2. Injection‑site harms — pain, bleeding, bruising and hematoma

Most programs report mild but common local effects: pain or aching at the injection site, minor bleeding and bruising; one cohort found small hematomas in roughly one‑fifth of patients (20.9%) and routine advice is to apply pressure for five minutes after injection to limit bleeding [9] [4]. Clinics use very short fine needles and counsel patients that discomfort is usually tolerable, but pain can contribute to discontinuation [3] [6].

3. Fibrosis, nodules and penile curvature as chronic complications

Multiple studies document that repeated injections over months to years can produce fibrotic palpable nodules or plaques and occasionally penile curvature. Fibrotic complication rates rise with duration and frequency of injections; one older series reported a fibrotic complication rate of about 31% at 12 months, and other long‑term reports show fibrotic indurations in a few percent of patients [4] [5]. Training on correct injection technique is repeatedly emphasized to limit scarring and curvature [10] [11].

4. Long‑term adherence and why many stop

Longitudinal studies show substantial dropout despite efficacy: attrition rates of roughly 30% over a few years are reported, and many stop because of cost, discomfort with self‑injection, lack of spontaneity and partner issues rather than major adverse events [12] [6] [5]. Comparative series indicate many who discontinue remain sexually active using other therapies such as implants, vacuum devices or oral meds [13].

5. Severe complications tied to non‑medical injections or augmentations

When non‑medical substances (mineral oil, unapproved fillers) are injected for cosmetic augmentation, outcomes are far worse: large series of self‑injection complications found high rates of pain, swelling, ulceration and, in many cases, need for radical excision or grafting (penile necrosis, lymphoedema) — a distinct and more dangerous problem than medically supervised intracavernosal therapy [14] [15]. Clinical guidance and studies distinguish medically prescribed vasoactive agents from dangerous foreign‑material self‑injections [14] [15].
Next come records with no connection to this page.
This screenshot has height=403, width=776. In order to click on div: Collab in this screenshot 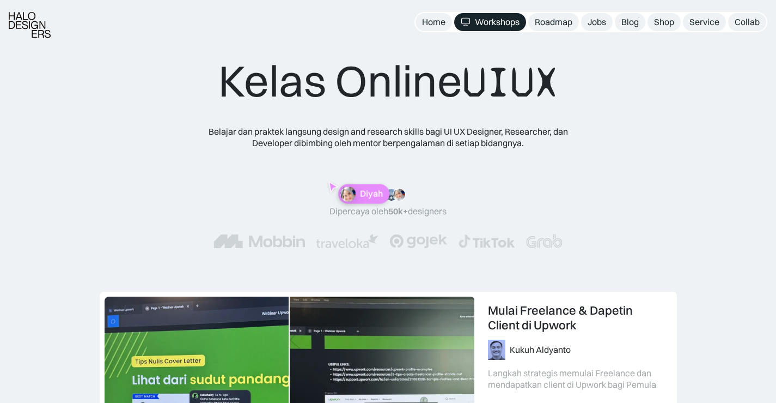, I will do `click(747, 22)`.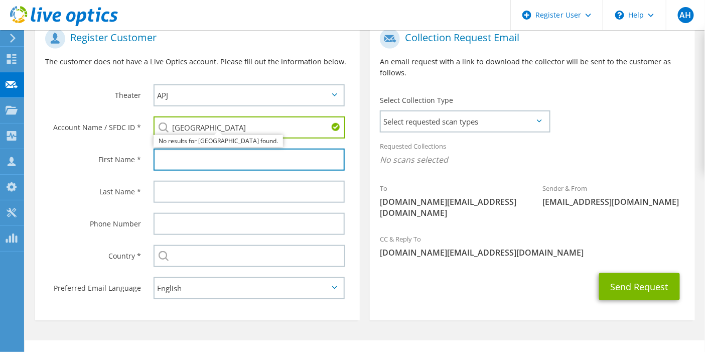 The image size is (705, 352). I want to click on div: Sender & From, so click(614, 195).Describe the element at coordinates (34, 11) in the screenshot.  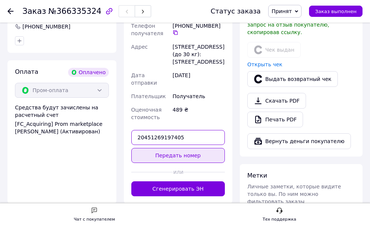
I see `span: Заказ` at that location.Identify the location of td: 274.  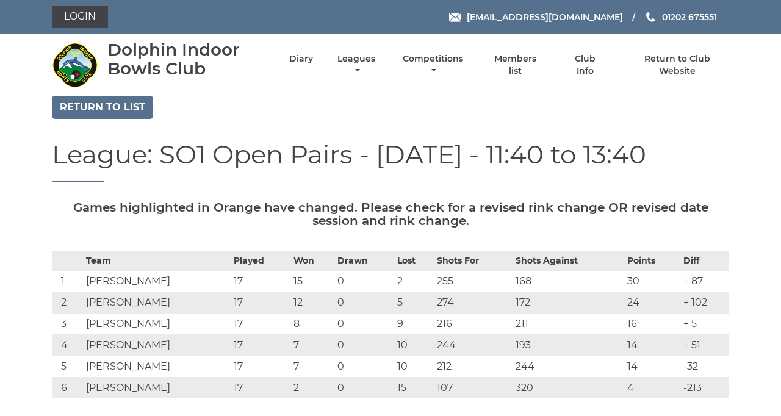
(473, 303).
6. How clinicians try to reduce risk — training, titration and monitoring

Urology programs insist on in‑office demonstration, initial dosing and follow‑up titration to balance effectiveness and priapism risk; routine monitoring and patient education (when to seek urgent care) are central recommendations [10] [11] [3]. Some centers also advise limits on injection frequency (e.g., no more than two to three times per week) to lower fibrosis risk [16] [3].
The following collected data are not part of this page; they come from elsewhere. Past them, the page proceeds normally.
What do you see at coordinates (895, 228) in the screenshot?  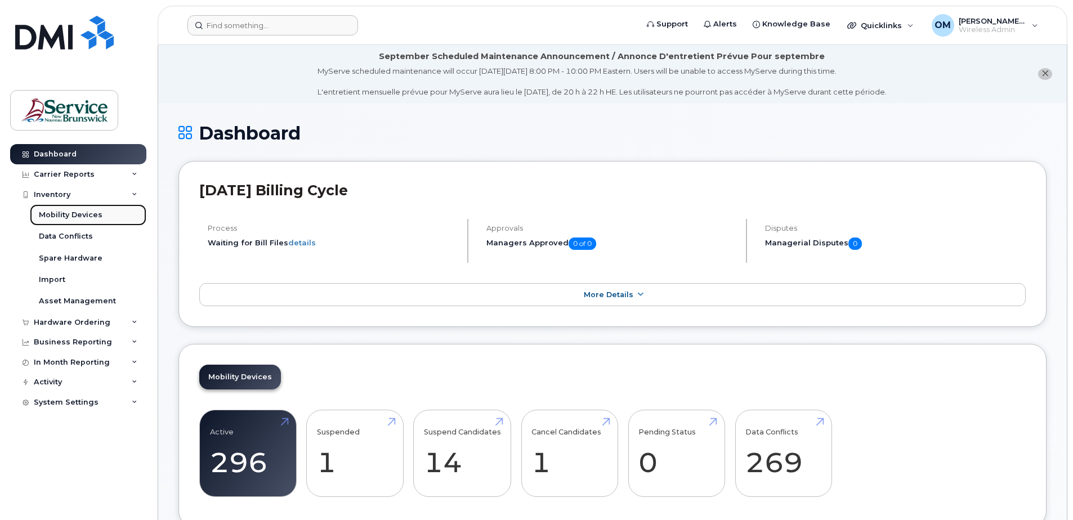 I see `h4: Disputes` at bounding box center [895, 228].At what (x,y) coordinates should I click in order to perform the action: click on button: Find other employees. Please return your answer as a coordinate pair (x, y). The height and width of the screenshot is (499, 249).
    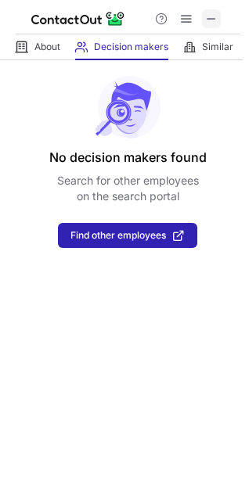
    Looking at the image, I should click on (128, 236).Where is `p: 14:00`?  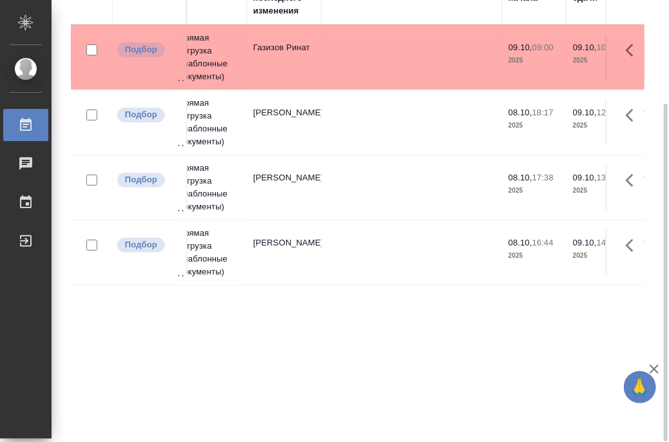
p: 14:00 is located at coordinates (607, 242).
7. Gaps and competing perspectives in available reporting

Sources agree on the main acute and chronic risks but differ in emphasis: patient‑facing guides stress low incidence of severe events when therapy is supervised [10] [6], while surgical and long‑term cohorts highlight nontrivial fibrosis rates and dropout [4] [5]. Available sources do not mention modern randomized trials directly comparing long‑term penile tissue outcomes between different injectable regimens; they also do not provide a contemporary pooled incidence for priapism across all centers — reported rates vary by series [4] [5] [2].
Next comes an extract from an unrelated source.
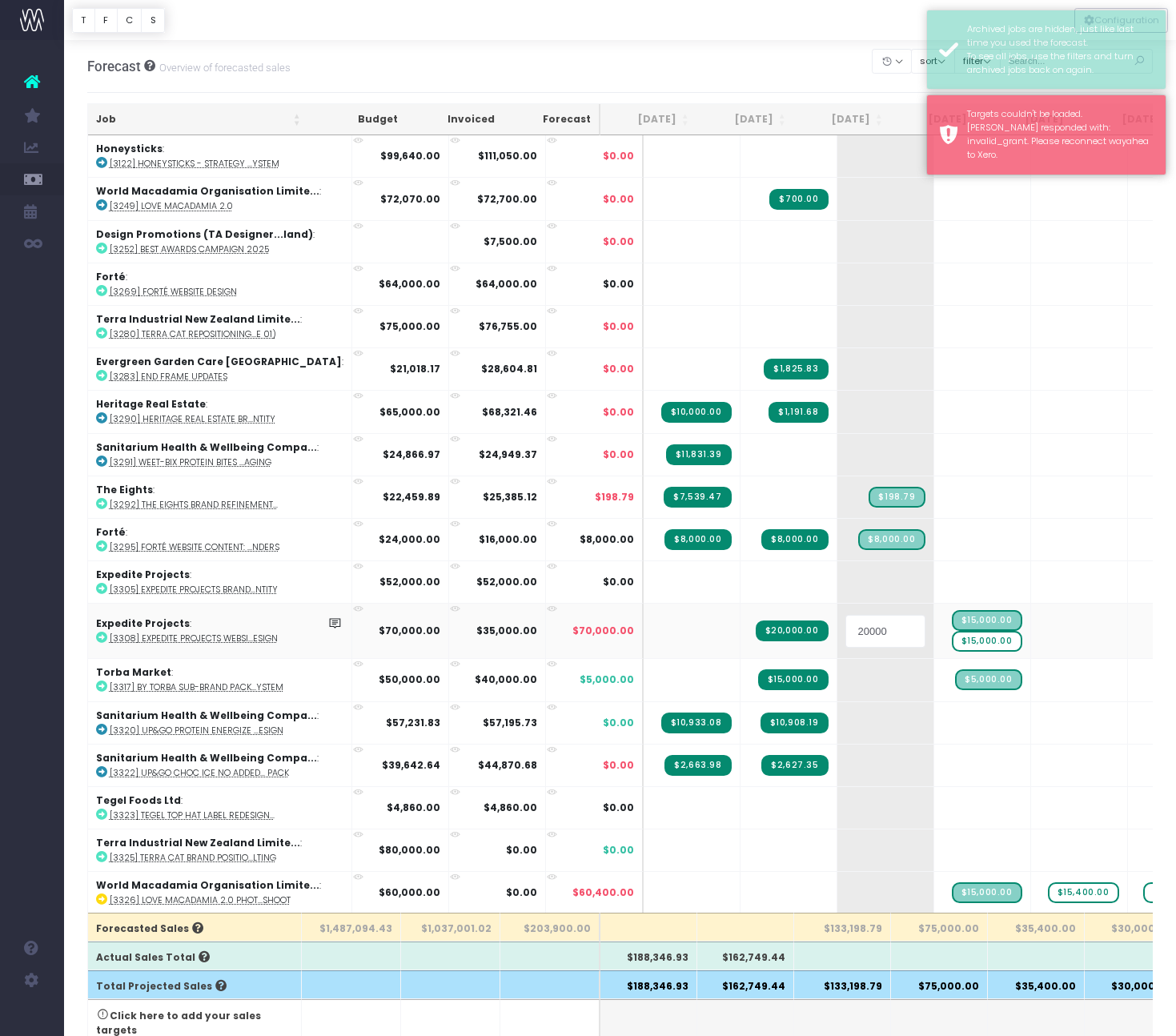 The image size is (1176, 1036). I want to click on strong: $52,000.00, so click(410, 581).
8. Practical takeaways for patients and clinicians

If considering injections, get in‑office instruction, start at low dose, learn emergency steps for priapism and expect possible local pain and bruising; accept that some men eventually stop injections for non‑safety reasons (cost, spontaneity, partner preferences) and that long‑term follow‑up is essential to monitor fibrosis [10] [4] [12]. Avoid non‑medical fillers or self‑administered foreign materials — those carry substantial risk of necrosis and surgical morbidity [14] [15].

Limitations: this summary draws only on the provided patient guides, clinical cohorts and reviews; incidence estimates vary across studies and some modern pooled data are not present in the supplied sources (not found in current reporting).

Want to dive deeper?
How effective is penile injection therapy compared with oral ED medications long-term?
What are the common side effects and how are penile injection complications managed?
Which patients are poor candidates for penile injections and what alternatives exist?
What are the risks of priapism with penile injections and how is it treated emergently?
How do injection agents (alprostadil, papaverine, phentolamine) differ in safety and outcomes?